State your confidence level alongside your position

"I’m about 70% confident on this" signals a reasoned estimate, not a fact claim.

Why it works

Expressing degrees of confidence (rather than binary agreement/disagreement) accurately represents the epistemic state of most real beliefs and signals that you are treating claims as updateable estimates rather than identity commitments. This lowers the stakes of the conversation and creates permission for both parties to hold tentative views.

How to do it

  1. Before stating a position, mentally estimate how confident you actually are (0–100%).
  2. Express that: "I think this is probably true, but I’m genuinely uncertain about…"
  3. Ask for the other person’s confidence level too — "how sure are you about that?"

Evidence

Calibration training — learning to match stated confidence to actual accuracy — is an empirically tested practice; research from the Good Judgment Project found calibration training significantly improved forecasting accuracy. (observational)

Calibration research primarily addresses probabilistic forecasting, not interpersonal disagreement; the extension to conversations is principled but not directly studied in that context.

Sources

  • Tetlock & Gardner (2015), Superforecasting: The Art and Science of Prediction (Good Judgment Project)

Common mistake

Treating confidence expression as a negotiating tactic — stating low confidence to seem humble while actually holding the view very strongly — which the other person eventually detects.

Practice this with IX Coach

IX Coach asks you to rate your confidence on key claims, then tracks whether your stated certainty matches how you respond when those claims are challenged.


After removing every image, reproduce the data exactly as it appears.
Data to process: Begin
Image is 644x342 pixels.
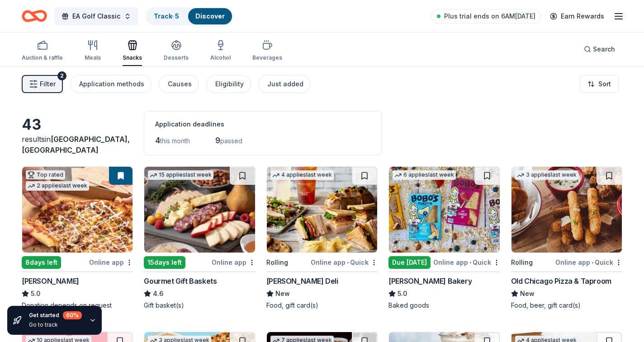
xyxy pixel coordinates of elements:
button: Search [576,40,622,58]
span: 4 [155,135,160,145]
a: Image for Casey'sTop rated2 applieslast week8days leftOnline app[PERSON_NAME]5.0Donation depends ... [22,166,133,310]
div: Get started [29,311,82,319]
div: Online app Quick [433,257,500,268]
div: 2 [58,71,66,80]
a: Image for Bobo's Bakery6 applieslast weekDue [DATE]Online app•Quick[PERSON_NAME] Bakery5.0Baked g... [388,166,500,310]
span: 5.0 [31,288,40,299]
div: 60 % [63,311,82,319]
div: Online app Quick [555,257,622,268]
div: Application deadlines [155,119,370,130]
div: Gift basket(s) [144,301,255,310]
div: Go to track [29,321,82,328]
button: Just added [258,75,310,93]
span: [GEOGRAPHIC_DATA], [GEOGRAPHIC_DATA] [22,135,130,154]
div: 6 applies last week [393,170,456,180]
button: Desserts [164,36,189,66]
button: Causes [159,75,199,93]
div: Beverages [252,54,282,61]
span: • [592,259,593,266]
div: Rolling [267,257,288,268]
button: Eligibility [206,75,251,93]
button: Sort [580,75,619,93]
div: Eligibility [215,79,244,90]
div: Food, beer, gift card(s) [511,301,622,310]
div: [PERSON_NAME] Bakery [388,276,471,287]
div: 15 days left [144,256,185,269]
span: Filter [40,79,55,90]
button: Snacks [122,36,142,66]
span: 9 [215,135,220,145]
span: 5.0 [398,288,407,299]
span: this month [160,137,190,145]
a: Image for Old Chicago Pizza & Taproom3 applieslast weekRollingOnline app•QuickOld Chicago Pizza &... [511,166,622,310]
img: Image for Bobo's Bakery [389,167,499,252]
div: Meals [85,54,101,61]
div: Application methods [79,79,144,90]
button: Beverages [252,36,282,66]
div: 2 applies last week [25,181,89,191]
a: Home [22,5,47,27]
div: Baked goods [388,301,500,310]
a: Discover [195,12,224,20]
div: [PERSON_NAME] [22,276,79,287]
div: Rolling [511,257,533,268]
button: EA Golf Classic [54,7,138,25]
button: Filter2 [22,75,63,93]
span: EA Golf Classic [72,11,120,22]
div: 4 applies last week [270,170,334,180]
a: Image for McAlister's Deli4 applieslast weekRollingOnline app•Quick[PERSON_NAME] DeliNewFood, gif... [267,166,377,310]
div: 3 applies last week [515,170,578,180]
div: 15 applies last week [148,170,213,180]
div: results [22,134,133,156]
span: Sort [598,79,611,90]
button: Alcohol [211,36,231,66]
a: Earn Rewards [544,8,610,25]
img: Image for McAlister's Deli [267,167,377,252]
div: Alcohol [211,54,231,61]
img: Image for Old Chicago Pizza & Taproom [511,167,621,252]
span: • [347,259,349,266]
div: Old Chicago Pizza & Taproom [511,276,611,287]
button: Track· 5Discover [146,7,233,25]
span: 4.6 [153,288,163,299]
span: New [520,288,535,299]
span: New [275,288,290,299]
div: Online app [89,257,133,268]
span: passed [220,137,243,145]
button: Auction & raffle [22,36,63,66]
a: Plus trial ends on 6AM[DATE] [431,9,541,23]
div: Snacks [122,54,142,61]
span: Search [593,44,615,55]
span: Plus trial ends on 6AM[DATE] [444,11,535,22]
a: Track· 5 [154,12,179,20]
div: Desserts [164,54,189,61]
div: Online app [211,257,256,268]
div: 43 [22,116,133,134]
div: Just added [267,79,303,90]
div: Food, gift card(s) [267,301,377,310]
span: • [469,259,471,266]
div: [PERSON_NAME] Deli [267,276,338,287]
span: in [22,135,130,154]
div: Online app Quick [310,257,377,268]
div: Gourmet Gift Baskets [144,276,216,287]
div: Due [DATE] [388,256,431,269]
a: Image for Gourmet Gift Baskets15 applieslast week15days leftOnline appGourmet Gift Baskets4.6Gift... [144,166,255,310]
div: Causes [168,79,192,90]
button: Meals [85,36,101,66]
div: Auction & raffle [22,54,63,61]
button: Application methods [70,75,152,93]
div: Top rated [25,170,65,179]
img: Image for Casey's [22,167,133,252]
div: 8 days left [22,256,61,269]
img: Image for Gourmet Gift Baskets [144,167,254,252]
Data to process: End
*Result of the exercise*
Image is 644x342 pixels.
xyxy pixel coordinates of elements:
button: Search [576,40,622,58]
span: 4 [155,135,160,145]
a: Image for Casey'sTop rated2 applieslast week8days leftOnline app[PERSON_NAME]5.0Donation depends ... [22,166,133,310]
div: Get started [29,311,82,319]
div: Online app Quick [433,257,500,268]
div: 2 [58,71,66,80]
a: Image for Bobo's Bakery6 applieslast weekDue [DATE]Online app•Quick[PERSON_NAME] Bakery5.0Baked g... [388,166,500,310]
span: 5.0 [31,288,40,299]
div: 60 % [63,311,82,319]
div: Online app Quick [555,257,622,268]
div: Application deadlines [155,119,370,130]
div: Gift basket(s) [144,301,255,310]
div: Go to track [29,321,82,328]
button: Just added [258,75,310,93]
span: [GEOGRAPHIC_DATA], [GEOGRAPHIC_DATA] [22,135,130,154]
div: 6 applies last week [393,170,456,180]
button: Desserts [164,36,189,66]
button: Causes [159,75,199,93]
div: Beverages [252,54,282,61]
span: • [592,259,593,266]
div: Rolling [267,257,288,268]
button: Eligibility [206,75,251,93]
button: Sort [580,75,619,93]
div: Eligibility [215,79,244,90]
div: Food, beer, gift card(s) [511,301,622,310]
div: [PERSON_NAME] Bakery [388,276,471,287]
div: 15 days left [144,256,185,269]
span: Filter [40,79,55,90]
button: Snacks [122,36,142,66]
span: 9 [215,135,220,145]
span: 5.0 [398,288,407,299]
span: this month [160,137,190,145]
a: Image for Old Chicago Pizza & Taproom3 applieslast weekRollingOnline app•QuickOld Chicago Pizza &... [511,166,622,310]
img: Image for Bobo's Bakery [389,167,499,252]
div: Meals [85,54,101,61]
div: Application methods [79,79,144,90]
button: Beverages [252,36,282,66]
div: 2 applies last week [25,181,89,191]
a: Home [22,5,47,27]
div: Baked goods [388,301,500,310]
a: Discover [195,12,224,20]
div: [PERSON_NAME] [22,276,79,287]
div: Rolling [511,257,533,268]
button: EA Golf Classic [54,7,138,25]
button: Filter2 [22,75,63,93]
span: EA Golf Classic [72,11,120,22]
div: 4 applies last week [270,170,334,180]
a: Image for McAlister's Deli4 applieslast weekRollingOnline app•Quick[PERSON_NAME] DeliNewFood, gif... [267,166,377,310]
div: 3 applies last week [515,170,578,180]
div: 15 applies last week [148,170,213,180]
div: results [22,134,133,156]
span: Sort [598,79,611,90]
button: Alcohol [211,36,231,66]
a: Earn Rewards [544,8,610,25]
img: Image for McAlister's Deli [267,167,377,252]
div: Alcohol [211,54,231,61]
img: Image for Old Chicago Pizza & Taproom [511,167,621,252]
span: • [347,259,349,266]
div: Old Chicago Pizza & Taproom [511,276,611,287]
button: Track· 5Discover [146,7,233,25]
span: 4.6 [153,288,163,299]
span: New [520,288,535,299]
span: New [275,288,290,299]
div: Online app [89,257,133,268]
span: passed [220,137,243,145]
button: Auction & raffle [22,36,63,66]
a: Plus trial ends on 6AM[DATE] [431,9,541,23]
div: Snacks [122,54,142,61]
span: Search [593,44,615,55]
span: Plus trial ends on 6AM[DATE] [444,11,535,22]
a: Track· 5 [154,12,179,20]
div: Desserts [164,54,189,61]
div: Online app [211,257,256,268]
div: 43 [22,116,133,134]
div: Just added [267,79,303,90]
div: Food, gift card(s) [267,301,377,310]
span: • [469,259,471,266]
div: [PERSON_NAME] Deli [267,276,338,287]
span: in [22,135,130,154]
div: Online app Quick [310,257,377,268]
div: Gourmet Gift Baskets [144,276,216,287]
div: Due [DATE] [388,256,431,269]
a: Image for Gourmet Gift Baskets15 applieslast week15days leftOnline appGourmet Gift Baskets4.6Gift... [144,166,255,310]
div: Causes [168,79,192,90]
button: Meals [85,36,101,66]
div: Auction & raffle [22,54,63,61]
button: Application methods [70,75,152,93]
div: Top rated [25,170,65,179]
img: Image for Casey's [22,167,133,252]
div: 8 days left [22,256,61,269]
img: Image for Gourmet Gift Baskets [144,167,254,252]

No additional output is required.